Rethinking Geopolitics: Climate Security in the Anthropocene

Climate change has become a matter of security in recent policy discussions. The scale of the transformations we are living through is slowly dawning on policy makers. But the implications for both security and policy making in general of our new geological conditions, our living in the new geological epoch of the Anthropocene, have yet to be thought through carefully. The basic geopolitical premises in security thinking are now in need of a radical overhaul in light of the insights from Earth system science. Simplistic assumptions of environmental change leading directly to conflict are misleading at best and dangerous at worst. Climate security discussions now have to engage directly with global environmental change and with Earth systems science in particular. Climate security in the long run is not a matter of environmental change causing political difficulties, but rather a matter of contemporary political difficulties causing accelerating climate change. Climate change is a production problem, not one that can be managed in the terms of traditional environmental thinking; security thinking needs to focus on the implications of this rethinking of traditional geopolitical assumptions.

Climate security has to be thought through in terms of the new geological circumstances of the Anthropocene.
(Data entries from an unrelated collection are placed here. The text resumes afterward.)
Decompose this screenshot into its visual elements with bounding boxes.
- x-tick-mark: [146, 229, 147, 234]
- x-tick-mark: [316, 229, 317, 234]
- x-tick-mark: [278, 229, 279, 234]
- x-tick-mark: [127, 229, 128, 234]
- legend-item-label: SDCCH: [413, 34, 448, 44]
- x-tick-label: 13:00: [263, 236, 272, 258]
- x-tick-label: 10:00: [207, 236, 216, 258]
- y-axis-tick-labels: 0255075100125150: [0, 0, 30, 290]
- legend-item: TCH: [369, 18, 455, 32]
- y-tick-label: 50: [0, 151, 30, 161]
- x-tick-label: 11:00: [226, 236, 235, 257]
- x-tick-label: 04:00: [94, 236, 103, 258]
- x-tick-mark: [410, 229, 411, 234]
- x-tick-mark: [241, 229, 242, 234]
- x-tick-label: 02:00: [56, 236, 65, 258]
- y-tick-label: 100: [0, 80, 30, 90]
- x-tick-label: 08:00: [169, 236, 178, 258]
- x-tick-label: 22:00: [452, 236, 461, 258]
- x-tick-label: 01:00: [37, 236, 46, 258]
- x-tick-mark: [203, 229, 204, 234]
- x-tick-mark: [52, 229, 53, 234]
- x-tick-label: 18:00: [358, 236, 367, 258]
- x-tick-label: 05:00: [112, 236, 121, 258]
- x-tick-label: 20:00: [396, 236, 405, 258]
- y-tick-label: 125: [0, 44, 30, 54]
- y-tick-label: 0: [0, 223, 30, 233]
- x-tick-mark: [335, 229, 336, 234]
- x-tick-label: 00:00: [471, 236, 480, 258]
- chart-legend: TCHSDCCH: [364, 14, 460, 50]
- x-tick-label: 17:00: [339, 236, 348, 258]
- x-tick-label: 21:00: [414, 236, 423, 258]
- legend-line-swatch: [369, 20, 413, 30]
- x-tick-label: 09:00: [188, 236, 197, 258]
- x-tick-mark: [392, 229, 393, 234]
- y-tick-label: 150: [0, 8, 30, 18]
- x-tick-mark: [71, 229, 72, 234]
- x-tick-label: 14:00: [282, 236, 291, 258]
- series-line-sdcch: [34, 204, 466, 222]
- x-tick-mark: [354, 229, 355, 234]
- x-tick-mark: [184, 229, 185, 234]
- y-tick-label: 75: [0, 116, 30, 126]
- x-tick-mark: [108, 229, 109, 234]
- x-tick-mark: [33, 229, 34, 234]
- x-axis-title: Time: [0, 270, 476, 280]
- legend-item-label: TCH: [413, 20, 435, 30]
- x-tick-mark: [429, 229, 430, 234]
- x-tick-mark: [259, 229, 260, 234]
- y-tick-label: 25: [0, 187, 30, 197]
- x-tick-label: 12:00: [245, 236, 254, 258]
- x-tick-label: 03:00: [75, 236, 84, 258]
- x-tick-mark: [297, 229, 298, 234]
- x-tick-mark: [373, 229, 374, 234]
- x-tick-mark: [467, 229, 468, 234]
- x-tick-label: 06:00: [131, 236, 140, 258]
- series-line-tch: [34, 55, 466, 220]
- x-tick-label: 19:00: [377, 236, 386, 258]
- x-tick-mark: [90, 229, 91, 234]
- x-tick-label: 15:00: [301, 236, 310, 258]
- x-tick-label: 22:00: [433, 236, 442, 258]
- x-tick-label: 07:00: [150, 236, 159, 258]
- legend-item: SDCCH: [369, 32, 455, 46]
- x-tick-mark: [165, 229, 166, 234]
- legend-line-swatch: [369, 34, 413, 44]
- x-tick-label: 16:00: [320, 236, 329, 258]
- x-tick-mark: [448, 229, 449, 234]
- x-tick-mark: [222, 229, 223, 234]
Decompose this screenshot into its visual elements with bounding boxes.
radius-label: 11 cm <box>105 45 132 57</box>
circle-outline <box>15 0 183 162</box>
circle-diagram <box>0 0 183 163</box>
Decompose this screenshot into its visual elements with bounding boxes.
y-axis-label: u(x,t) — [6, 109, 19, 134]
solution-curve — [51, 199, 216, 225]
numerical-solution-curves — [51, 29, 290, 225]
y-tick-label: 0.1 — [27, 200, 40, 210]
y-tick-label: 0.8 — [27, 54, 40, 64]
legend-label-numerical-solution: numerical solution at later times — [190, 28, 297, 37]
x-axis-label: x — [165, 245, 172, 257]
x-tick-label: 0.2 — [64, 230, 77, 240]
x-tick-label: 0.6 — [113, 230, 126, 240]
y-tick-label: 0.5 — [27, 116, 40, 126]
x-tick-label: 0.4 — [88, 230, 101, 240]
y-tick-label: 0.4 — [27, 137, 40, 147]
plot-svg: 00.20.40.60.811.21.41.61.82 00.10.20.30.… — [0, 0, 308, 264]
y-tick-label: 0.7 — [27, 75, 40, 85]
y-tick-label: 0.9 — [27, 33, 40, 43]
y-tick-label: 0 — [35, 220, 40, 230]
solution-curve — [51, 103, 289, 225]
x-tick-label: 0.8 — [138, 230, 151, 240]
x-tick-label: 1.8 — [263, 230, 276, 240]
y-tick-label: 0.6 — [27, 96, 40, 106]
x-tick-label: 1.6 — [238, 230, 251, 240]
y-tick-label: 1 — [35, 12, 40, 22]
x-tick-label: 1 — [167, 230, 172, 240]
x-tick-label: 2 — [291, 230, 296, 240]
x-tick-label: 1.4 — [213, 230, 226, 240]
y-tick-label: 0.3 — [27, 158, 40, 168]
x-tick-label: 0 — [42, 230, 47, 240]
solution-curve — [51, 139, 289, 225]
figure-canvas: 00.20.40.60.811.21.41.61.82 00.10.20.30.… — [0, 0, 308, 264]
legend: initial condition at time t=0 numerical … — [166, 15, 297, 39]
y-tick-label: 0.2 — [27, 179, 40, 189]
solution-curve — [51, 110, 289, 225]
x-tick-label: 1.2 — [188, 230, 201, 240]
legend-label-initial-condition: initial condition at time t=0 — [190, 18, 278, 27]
Recognizing that we are making future environments is now key to the new geopolitics. We are literally shaping the future; business leaders and politicians now need to act on that premise.
The new geopolitics is about what kind of world we are making; economies that don’t further destabilize the climate are key to future security for all.
The new geopolitics is about what kind of world we are making; economies that don’t further destabilize the climate are key to future security for all.